Red October Chocolate Factory to Sell 55%

Russia's largest producer of confectionaries, the Red October chocolate factory, is to sell 55 percent of its stock, for the first time placing a major share in one of the icons of Soviet industry on the open market for cash, a company official said Thursday.


The share issue, which has been valued at $30 million, has been organized under the guidance of the British Know-How Fund and other Western advisors, although no date has yet been set.


The auction would make Red October the first major company in Russia to offer a significant chunk of its shares for cash and is designed to set an example for other companies, said Richard Oliver, an assistant director with the Samuel Montagu investment bank, an advisor on the project.


"This sale is to set some standard in how to operate cash sales," he said.


Red October was set up 127 years ago as the German-owned Einem factory, which won chocolate producers' competitions across Europe, festooned Moscow with bright advertisements and attained the title of Purveyor to the Palace Court.


Since the October revolution of 1917, the red brick factory on the Moscow river has borne its present name and has acted as the primary purveyor of chocolates to the former Soviet Union.


With its historical glamor, profitability and location in the capital, Red October is one of the most attractive investment opportunities in Russia, said Michael Harman, senior consultant with the Policy Economics Group at the accountancy firm of KPMG Peat Marwick.


"It is the first time a profitable Russian company is selecting a Western partner it would be happy to work with," he said.


Red October made a net profit of $20 million last year and $8 million in the first half of 1994, said Tatyana Nikulshina, a manager with the Grant brokerage company that would conduct the auction. Its charter capital amounts to 10 billion rubles.


The Russian government trumpeted the advent of cash sales this summer after the voucher period of privatization came to an end, promising that the country's most attractive firms would put up their stocks at auctions.

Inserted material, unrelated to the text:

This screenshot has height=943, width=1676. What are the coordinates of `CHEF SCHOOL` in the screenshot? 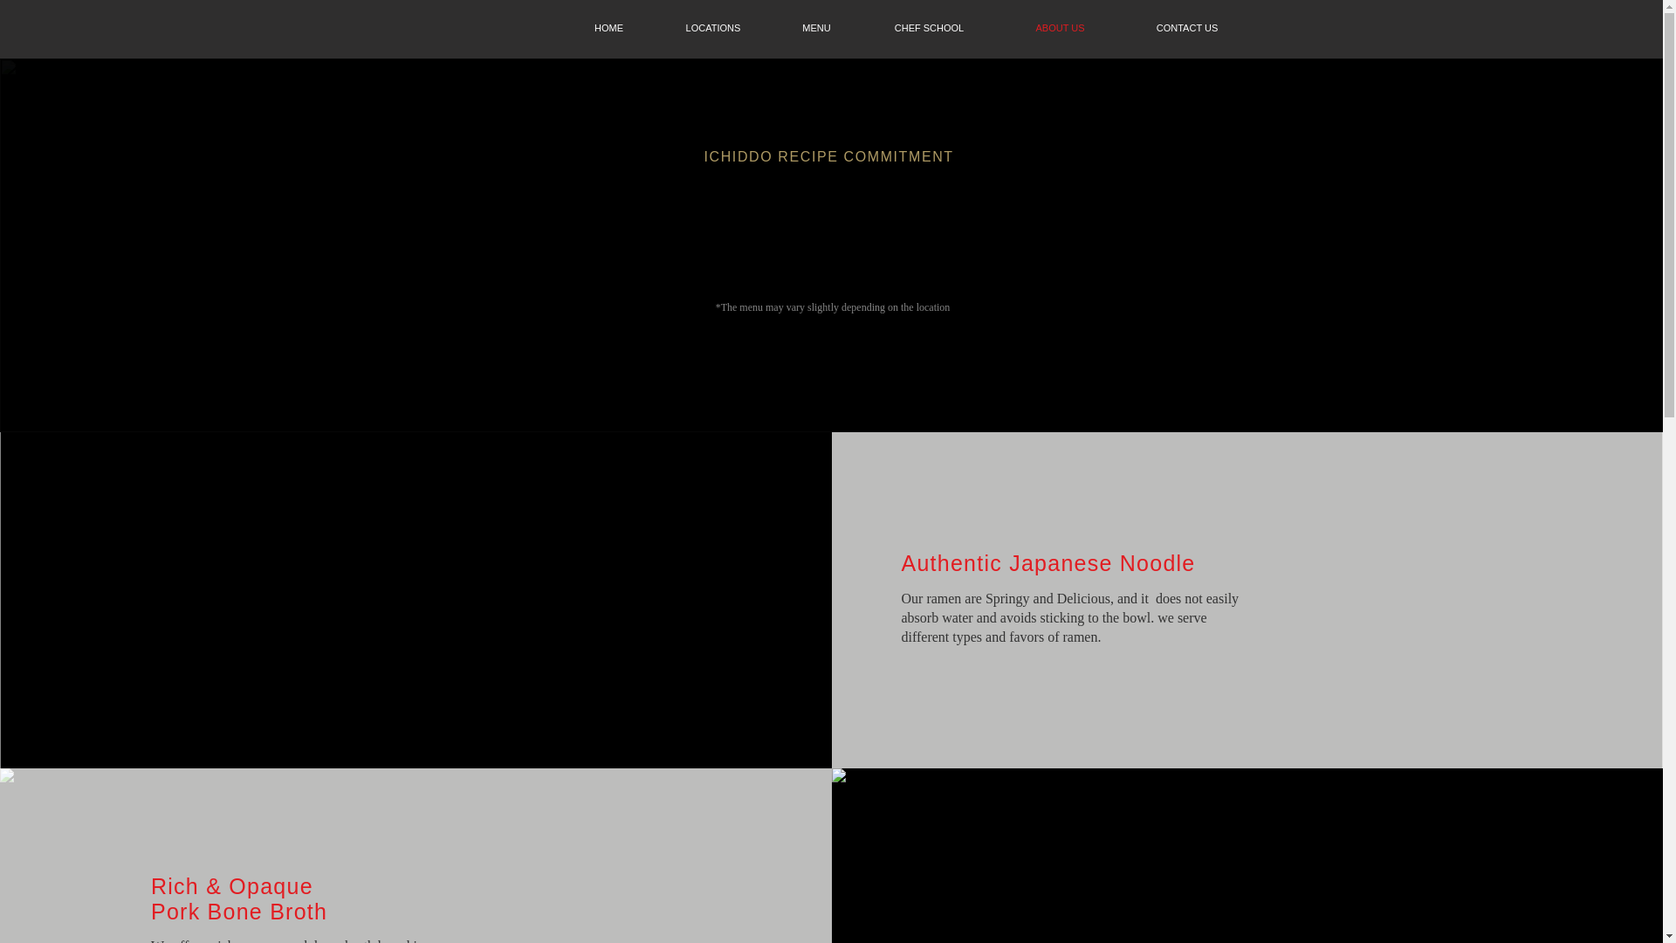 It's located at (929, 28).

However, the country's major companies have so far been presenting only tiny fractions of their stock at cash auctions, virtually precluding any significant foreign investment.


Red October would offer 5.5 million new shares to a predetermined mix of strategic and individual investors, Nikulshina said.


The factory would offer 2 million of the shares -- about 20 percent of the company -- to a single investor at an investment tender, the date for which is still being agreed upon, Nikulshina said. However, as of Nov. 28 potential investors would have a chance to get acquainted with the documents for the tender.


The remainder of the shares would go on the block at a public auction for 20,000 rubles ($6.4) apiece, Nikulshina said.


These shares would be divided into three parts: for foreign companies, for Russian individuals and for Russian corporate bodies, Nikulshina said.


The exact amount of shares for each category of investors is still under discussion. "We are trying to avoid getting all shares into one hands," Nikulshina said. "All will have equal chances to buy a piece of Red October."


At present, Red October shares are split among 10,000 shareholders, with the biggest package of 30 percent belonging to the workers' collective.


The factory plans to use the $30 million it hopes to raise in the new share issue to buy new equipment to produce high-quality chocolate, Nikulshina said.


In addition to the main share issue, a 51 percent share in Red October's subsidiary in Kolomna south of Moscow will also be up for sale, Nikulshina said. Conditions of the offer stipulate that the investor would equip the factory to make any kind of produce but chocolate, to avoid competition with Red October.


The Red October cash sale will represent the first fruit of the British Know-How Fund's ?4 million ($6.4 million) program to develop Russia's fledgling securities market, said Oliver of Samuel Montagu.


"The project is to set some standard on how to work with legal documents, to promote advertizing of persuasive character without false promises and to get some liquidity into the Russian securities market," Oliver said.